Neighbors
While pioneers were a special breed of people who could build, hunt, plant crops
and gather food, not all early settlers were prepared to handle what faced them when they
arrived on the frontier. Some were from well-to-do families who were looking for an
opportunity to establish a new life but had been raised in towns or villages. Not everyone
stayed here or even survived the journey. Have you ever lived on a farm? With little or no
training, could you teach yourself how to live off the land? The following excerpt from Suttons historical 1883 biography shows how neighbors worked together to help each other learn the
ways of the wilderness.
Thomas Graham was born in Ireland in 1779. He and his wife,
Isabella, emigrated to New York City in the year 1832, where they had four children,
including Frank who came to Shelby County in 1840. Frank bought eighty acres of land,
nearly all in the timber. He then returned to New York and brought his parents
back to Shelby County. It will be remembered that the Grahams came from Ireland, where
they knew nothing of the use of the axe, then lived in the
city of New York for eight years, never having seen a rail fence, much less having made
rails or cleared land.
Frank relates that one
day, shortly after their arrival here, he told his father if he would cut and split a few
rails, enough to make a pen, he would go and buy a few pigs, for an Irishmans home
is never complete without pigs. The old gentleman started with his axe and attacked the
first nice-looking tree he came to. This proved to be a white elm, which is not very easy
to chop or split, but he worked with it awhile until the return of Frank several hours
afterward, when he asked his father how he was getting along. He said very well; he had
got four mighty nice rails made, but he thought the bloody things were hard to
split. So they thought they would try another tree, and see if that would do any better.
They next tried a nice-looking little beech, but this proved as obstinate as the first.
They then concluded to go and get the opinion of a neighbor as to what kind of timber he
used to make rails.
The neighbor told them to
take ash or hickory, but they said they did not know one kind of timber from another. So
their neighbor went with them and showed them the kinds that would split easily. They then
went to work and soon had their pen built. Practice soon gave them the use of the axe, and
it was not long before they understood woodcraft as well as their neighbors.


Problem details: Please, from the entries below, transcribe exactly the lines that begin at the line with "The width and height of the screenshot is (937, 454)." and end at the line with "You are a GUI", without the pictures.

Entries supplied:
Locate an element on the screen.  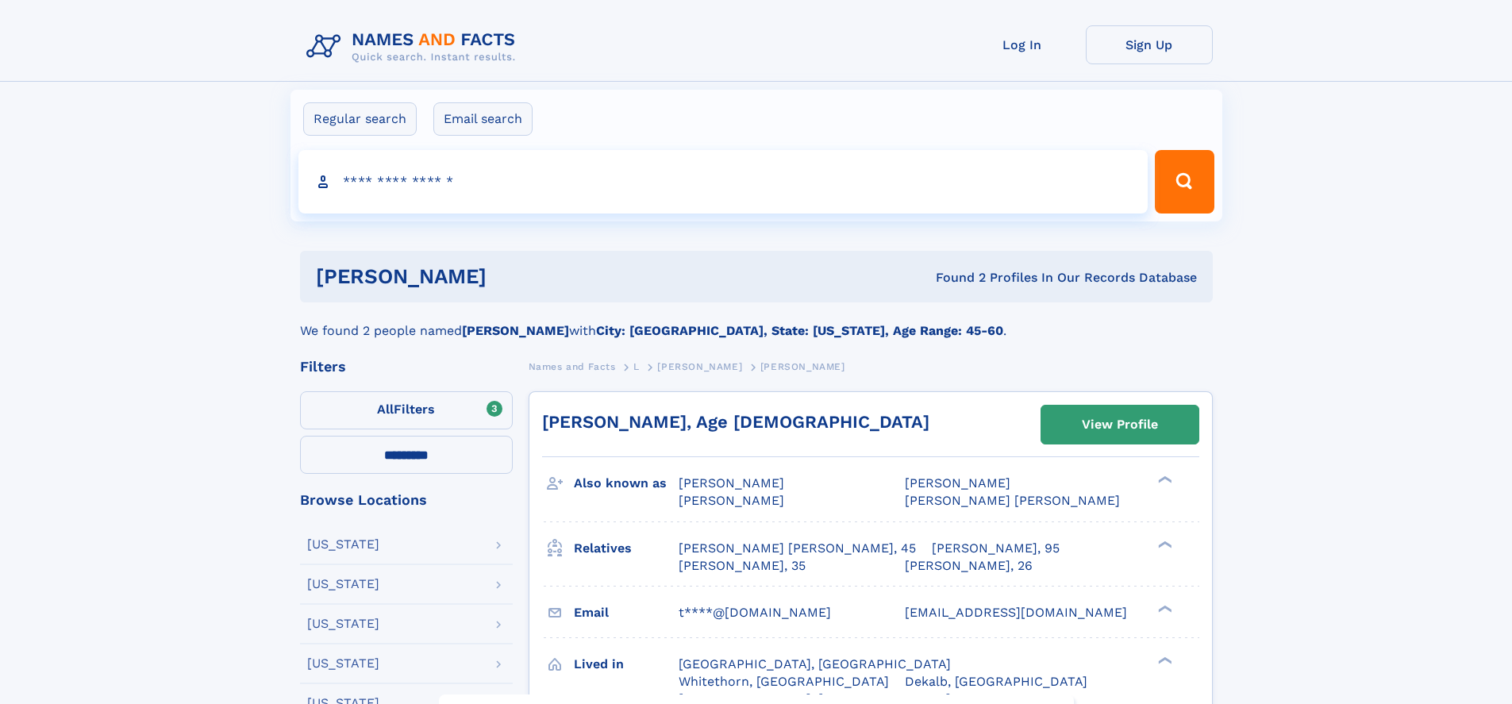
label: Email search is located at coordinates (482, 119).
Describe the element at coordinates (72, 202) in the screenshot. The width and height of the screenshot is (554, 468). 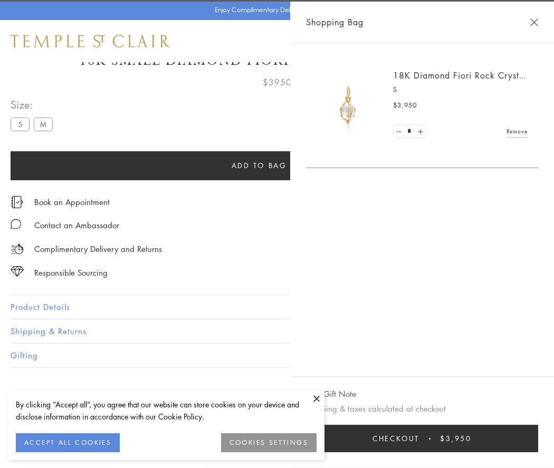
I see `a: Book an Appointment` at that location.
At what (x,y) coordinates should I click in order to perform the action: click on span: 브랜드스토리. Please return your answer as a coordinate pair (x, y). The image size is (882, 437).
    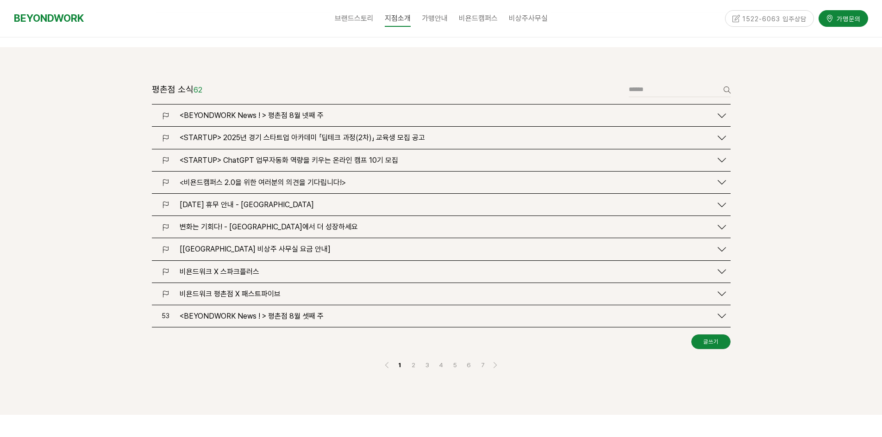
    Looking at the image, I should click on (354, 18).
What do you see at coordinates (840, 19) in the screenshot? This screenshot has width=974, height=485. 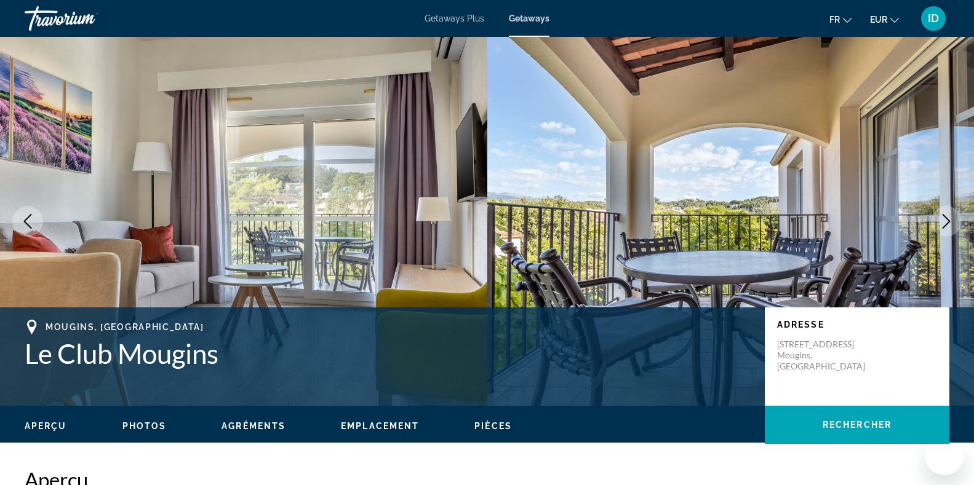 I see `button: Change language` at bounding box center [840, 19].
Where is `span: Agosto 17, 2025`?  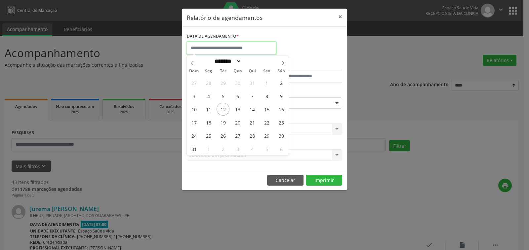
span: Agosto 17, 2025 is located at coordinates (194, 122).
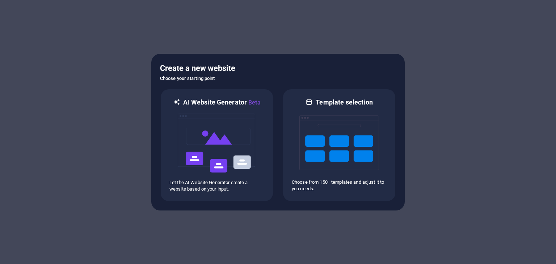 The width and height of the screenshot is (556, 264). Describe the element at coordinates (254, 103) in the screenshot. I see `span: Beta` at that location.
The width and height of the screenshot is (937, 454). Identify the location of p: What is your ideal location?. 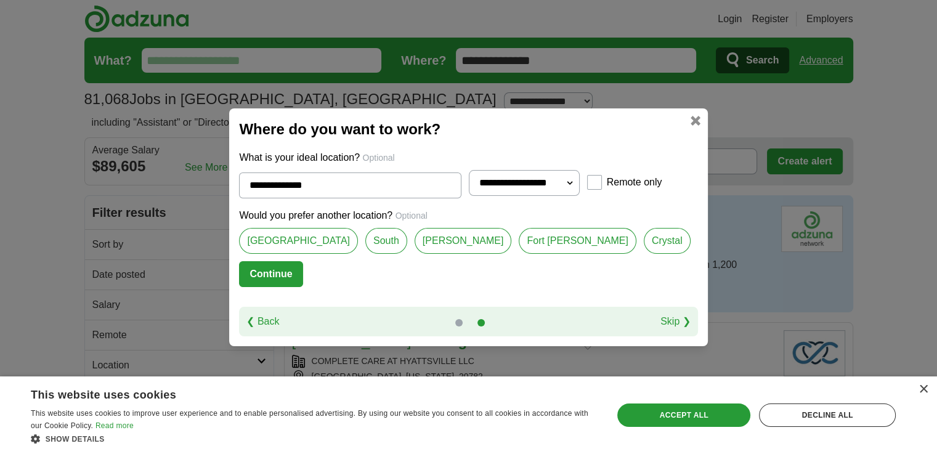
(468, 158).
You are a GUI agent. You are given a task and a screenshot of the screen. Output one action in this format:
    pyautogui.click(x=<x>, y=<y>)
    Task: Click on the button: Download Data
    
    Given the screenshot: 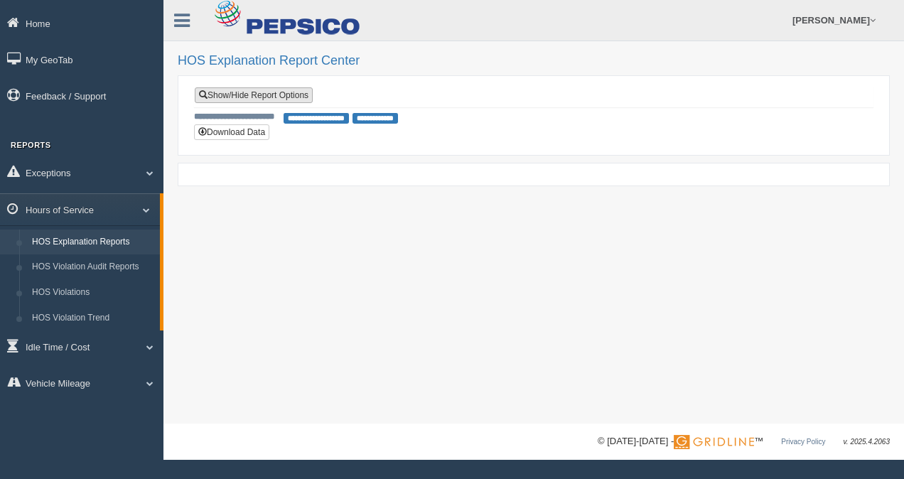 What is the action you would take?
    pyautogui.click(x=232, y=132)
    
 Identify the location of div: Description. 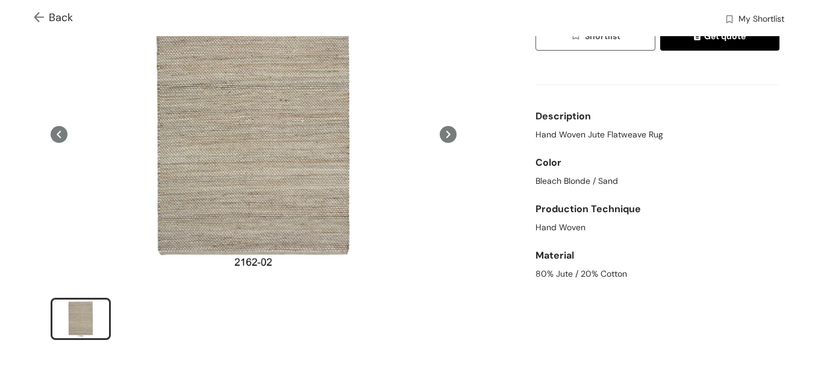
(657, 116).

Written answer:
The width and height of the screenshot is (937, 454). Identify the location of p: What is your ideal location?. 
(468, 158).
You are a GUI agent. You are given a task and a screenshot of the screen. Output one action in this format:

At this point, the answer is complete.